Supervisors at a meatpacking plant have fired or harassed dozens of Somali Muslim employees for trying to pray at sunset, violating civil rights laws, the workers and their advocates say.
The five to 10-minute prayer, known as the maghrib, must be done within a 45-minute window around sunset, according to Muslim rules. The workers at the Swift & Co plant in Grand Island, Nebraska, say they quit, were fired or were verbally and physically harassed over the issue.
The Council on American-Islamic Relations has drafted a complaint to be filed with the federal Equal Employment Opportunity Commission. The petition compiles testimony from at least 44 workers who had planned to sign the complaint during a meeting on Sunday. The signing was changed to a later date because of a logistical problem.
Jama Mohamed, 28, said he was fired last month for leaving a production line to pray. Supervisors would not allow him a break, he said.
"Some of them took the [prayer] mat from me; they started shouting, they started telling me to stop it, and one of them grabbed me by the collar of my shirt," Mohamed said through an interpreter. "I was crying at the time this was happening to me, and when I finished I told them while they were doing that I was in the middle of a prayer."
Mohamed said he was then called to an office, where a supervisor fired him.
Mohamed Rage, chairman of the Omaha Somali-American Community Organization, said Swift had fired at least two dozen workers for praying since May.
Donald Selzer, an attorney for Greeley, Colorado-based Swift, said only three Somali workers were fired for reasons relating to the issue, and that it was for walking off the line without permission, not for praying.
Unscheduled breaks can force unplanned shutdowns of lines, Selzer said. "That is a significant number of employees, and there is not much of a way to accommodate that consistent with keeping the production online."
The complaint reprises issues that boiled over in May, when 120 Somali workers abruptly quit for similar reasons. About 70 returned a week later, but union officials worried the issue would resurface through the late spring as sunset came later in the evening shift.
"For three days it was all good and we were praying; there was no hassle, no interference, nothing at all," said Ali Schire, 30, who said he returned to the plant but was later fired for trying to pray.
"All of a sudden after three days it just all got loose, and they were suspending people, they were firing people," Schire said through an interpreter.
"These people are absolutely entitled to pray, and they should not be interfered with for doing so," Selzer said. "But on the other hand, the only situations that I've been made aware of are people that walk off the job without permission, and that's a different kind of an issue."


» About this task: Transcribe every entry word for word. Skip the pictures.

» Task input:

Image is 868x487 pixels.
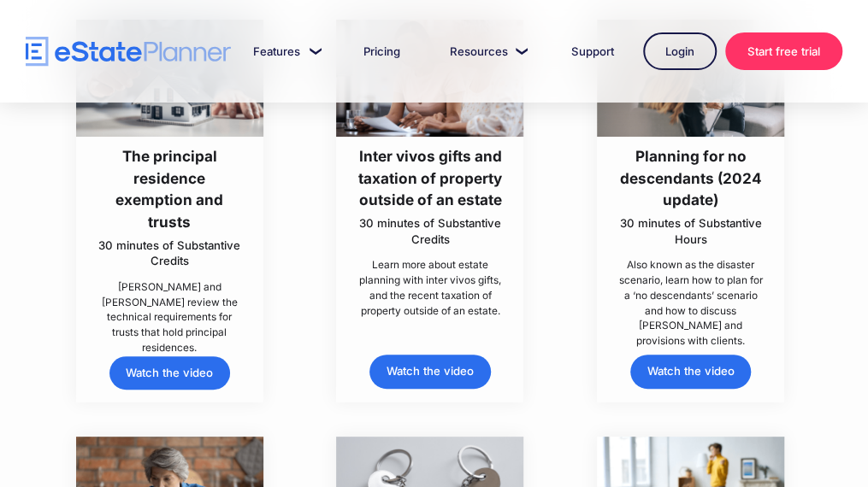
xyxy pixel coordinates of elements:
p: [PERSON_NAME] and [PERSON_NAME] review the technical requirements for trusts that hold principal ... [94,280,246,356]
a: Watch the video [110,356,231,391]
a: The principal residence exemption and trusts30 minutes of Substantive Credits[PERSON_NAME] and [P... [76,20,263,356]
a: Start free trial [725,33,843,70]
p: Learn more about estate planning with inter vivos gifts, and the recent taxation of property outs... [355,258,506,319]
p: 30 minutes of Substantive Hours [615,216,766,247]
a: Login [643,33,717,70]
a: Watch the video [369,355,491,389]
h3: The principal residence exemption and trusts [94,145,246,233]
a: Planning for no descendants (2024 update)30 minutes of Substantive HoursAlso known as the disaste... [597,20,784,350]
h3: Planning for no descendants (2024 update) [615,145,766,211]
p: Also known as the disaster scenario, learn how to plan for a ‘no descendants’ scenario and how to... [615,258,766,350]
a: home [25,37,231,67]
a: Watch the video [630,355,752,389]
p: 30 minutes of Substantive Credits [355,216,506,247]
p: 30 minutes of Substantive Credits [94,238,246,269]
a: Pricing [343,34,421,68]
a: Inter vivos gifts and taxation of property outside of an estate30 minutes of Substantive CreditsL... [336,20,523,319]
h3: Inter vivos gifts and taxation of property outside of an estate [355,145,506,211]
a: Features [232,34,335,68]
a: Resources [429,34,542,68]
a: Support [551,34,635,68]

» Solution below:
Image is 868x487 pixels.
xyxy pixel coordinates of elements:
p: [PERSON_NAME] and [PERSON_NAME] review the technical requirements for trusts that hold principal ... [94,280,246,356]
a: Watch the video [110,356,231,391]
a: The principal residence exemption and trusts30 minutes of Substantive Credits[PERSON_NAME] and [P... [76,20,263,356]
a: Start free trial [725,33,843,70]
p: Learn more about estate planning with inter vivos gifts, and the recent taxation of property outs... [355,258,506,319]
p: 30 minutes of Substantive Hours [615,216,766,247]
a: Login [643,33,717,70]
a: Watch the video [369,355,491,389]
h3: The principal residence exemption and trusts [94,145,246,233]
a: Planning for no descendants (2024 update)30 minutes of Substantive HoursAlso known as the disaste... [597,20,784,350]
h3: Planning for no descendants (2024 update) [615,145,766,211]
p: Also known as the disaster scenario, learn how to plan for a ‘no descendants’ scenario and how to... [615,258,766,350]
a: home [25,37,231,67]
a: Watch the video [630,355,752,389]
p: 30 minutes of Substantive Credits [355,216,506,247]
p: 30 minutes of Substantive Credits [94,238,246,269]
a: Pricing [343,34,421,68]
a: Inter vivos gifts and taxation of property outside of an estate30 minutes of Substantive CreditsL... [336,20,523,319]
h3: Inter vivos gifts and taxation of property outside of an estate [355,145,506,211]
a: Features [232,34,335,68]
a: Resources [429,34,542,68]
a: Support [551,34,635,68]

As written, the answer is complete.